Mayor John DeStefano Jr. relies on over $3 million in uncertain funds from the state — including an assumed increase in state PILOT money — in order to balance his budget.

The $464 million city budget for fiscal year 2010, which DeStefano unveiled in a presentation at City Hall on Thursday, represents a $9 million increase over the fiscal 2009 budget. But the budget hinges on several assumptions — including that the state legislature will allocate the same amount of PILOT funding to New Haven as it did the year before. The budget also assumes that $3 million of that increase will come from state initiatives the Connecticut General Assembly may not approve.

While the state budget proposed by Gov. M. Jodi Rell would allot the about same amount of PILOT fundingto New Haven now as in fiscal year 2009 — approximately $37 million — the depletion of the state’s budget surplus due to the economic crisis has eliminated the possibility of additional funding being transferred to municipalities, as has been done in the past.

DeStefano said in a press conference following the budget presentation that the state does not yet know how it will balance the budget and that he cannot predict what PILOT funding levels will be next year. But he maintained that assuming fiscal year 2009 PILOT funding levels as a base and building on it was a prudent course of action.

“We picked a modest amount,” DeStefano said, “and that reasonable estimate was last year’s PILOT levels.”

Board of Alderman President Carl Goldfield concurred, saying that the final state budget may be a little bit more generous than Rell’s proposal.

“It’s a Democratic legislature,” he said, “and Democrats tend to be more sympathetic to city centers.”

Last year, DeStefano predicted a $10 million rise in PILOT funding that ultimately was not approved by the state, and the resulting budget shortfall forced the layoffs of several city employees. But DeStefano said that he made fewer assumptions about state aid this year.

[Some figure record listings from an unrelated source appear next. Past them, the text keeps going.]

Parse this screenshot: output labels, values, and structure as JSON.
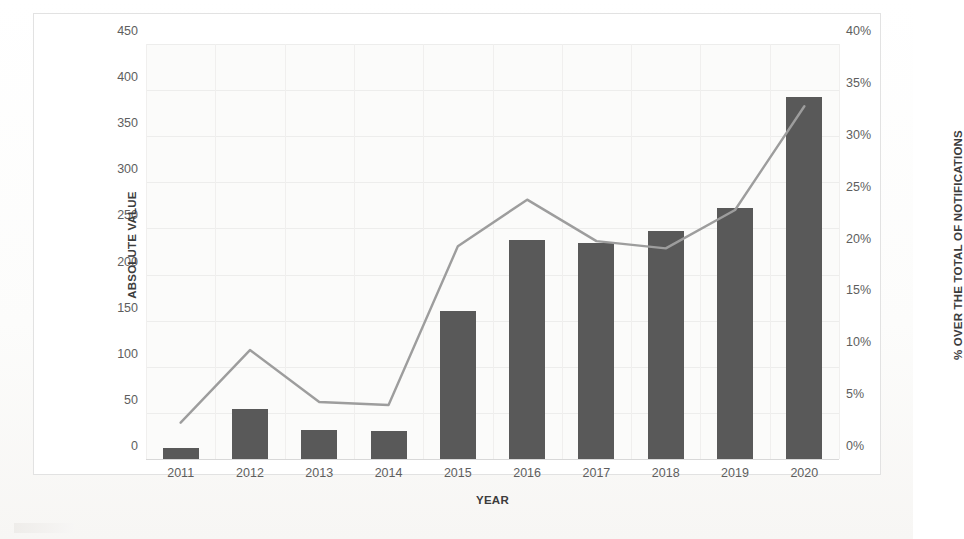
{
  "chart_data": {
    "type": "bar",
    "title": "",
    "subtitle": "",
    "xlabel": "YEAR",
    "ylabel": "ABSOLUTE VALUE",
    "y2label": "% OVER THE TOTAL OF NOTIFICATIONS",
    "categories": [
      "2011",
      "2012",
      "2013",
      "2014",
      "2015",
      "2016",
      "2017",
      "2018",
      "2019",
      "2020"
    ],
    "ylim": [
      0,
      450
    ],
    "y2lim": [
      0,
      40
    ],
    "yticks": [
      "450",
      "400",
      "350",
      "300",
      "250",
      "200",
      "150",
      "100",
      "50",
      "0"
    ],
    "ytick_values": [
      450,
      400,
      350,
      300,
      250,
      200,
      150,
      100,
      50,
      0
    ],
    "y2ticks": [
      "40%",
      "35%",
      "30%",
      "25%",
      "20%",
      "15%",
      "10%",
      "5%",
      "0%"
    ],
    "y2tick_values": [
      40,
      35,
      30,
      25,
      20,
      15,
      10,
      5,
      0
    ],
    "grid": true,
    "legend": "none",
    "series": [
      {
        "name": "Absolute value",
        "type": "bar",
        "axis": "left",
        "color": "#595959",
        "values": [
          12,
          54,
          32,
          30,
          161,
          238,
          234,
          247,
          272,
          393
        ]
      },
      {
        "name": "% over the total of notifications",
        "type": "line",
        "axis": "right",
        "color": "#9d9d9d",
        "values": [
          3.5,
          10.5,
          5.5,
          5.2,
          20.5,
          25.0,
          21.0,
          20.3,
          24.0,
          34.0
        ]
      }
    ]
  },
  "axes": {
    "left_title": "ABSOLUTE VALUE",
    "right_title": "% OVER THE TOTAL OF NOTIFICATIONS",
    "x_title": "YEAR"
  },
  "style": {
    "bar_color": "#595959",
    "line_color": "#9d9d9d",
    "plot_background": "#fbfbfa",
    "frame_border": "#e2e2e2",
    "tick_text": "#5e5e5e",
    "axis_title_text": "#3c3c3c"
  }
}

In his presentation, DeStefano elaborated on city revenue sources. In the next fiscal year, the mayor has accounted for a $3.56 million increase in state funding initiatives, calculating that PILOT funding would remain at 2009 levels and that the city would be allowed to raise revenue from the so-called “municipal options,” such as the establishment of a local sales tax.

However, several members of the state legisalture, which must approve any municipal sales tax, say they doubt such a tax will be passed because of the potential negative effects on municipal economies.

Jeffrey Beckham, the spokesman for the governor’s Office of Policy and Management, said in a telephone interview Thursday that Rell is pleased she was able to maintain even the current level of funding in her budget proposal given the troubled economic climate. He said Rell has worked hard to give Connecticut cities and towns the funds they need.

“She is very proud that there was no substantial cut from last year’s [PILOT] appropriation,” he said, “because that would incentivize a property tax increase on the local level.”

Beckham said there was no way for the state to increase funding for PILOT programs to compensate for the effective cut of the surplus depletion, especially when other important programs are seeing cuts.

“Governor Rell’s budget included cuts throughout the state government to cut costs,” he said. “There wasn’t any way to add more to PILOT.”

Currently, the primary revenue source for Connecticut’s 169 towns and cities is property taxes, making larger non-profit landowners like Yale a significant drain on a city’s grand list. Yale owns the vast majority of the city’s tax-exempt properties.

If Yale were not tax exempt, it would pay the city more than $60 million in property taxes in 2009, according to Beckham. This year, New Haven will receive nearly $34 million from the state, or 56.1 percent of the total taxable value of Yale’s non-taxable property.

Being responsible for much of the city’s non-taxable property, Yale may be part of the problem. But it is also part of the solution.

Yale University, New Haven’s largest taxpayer for the for-profit property it owns, currently pays the Elm City $5 million in voluntary payments for its non-profit property — an amount, administrators said Thursday, that will increase 50 percent to $7.5 million in 2010.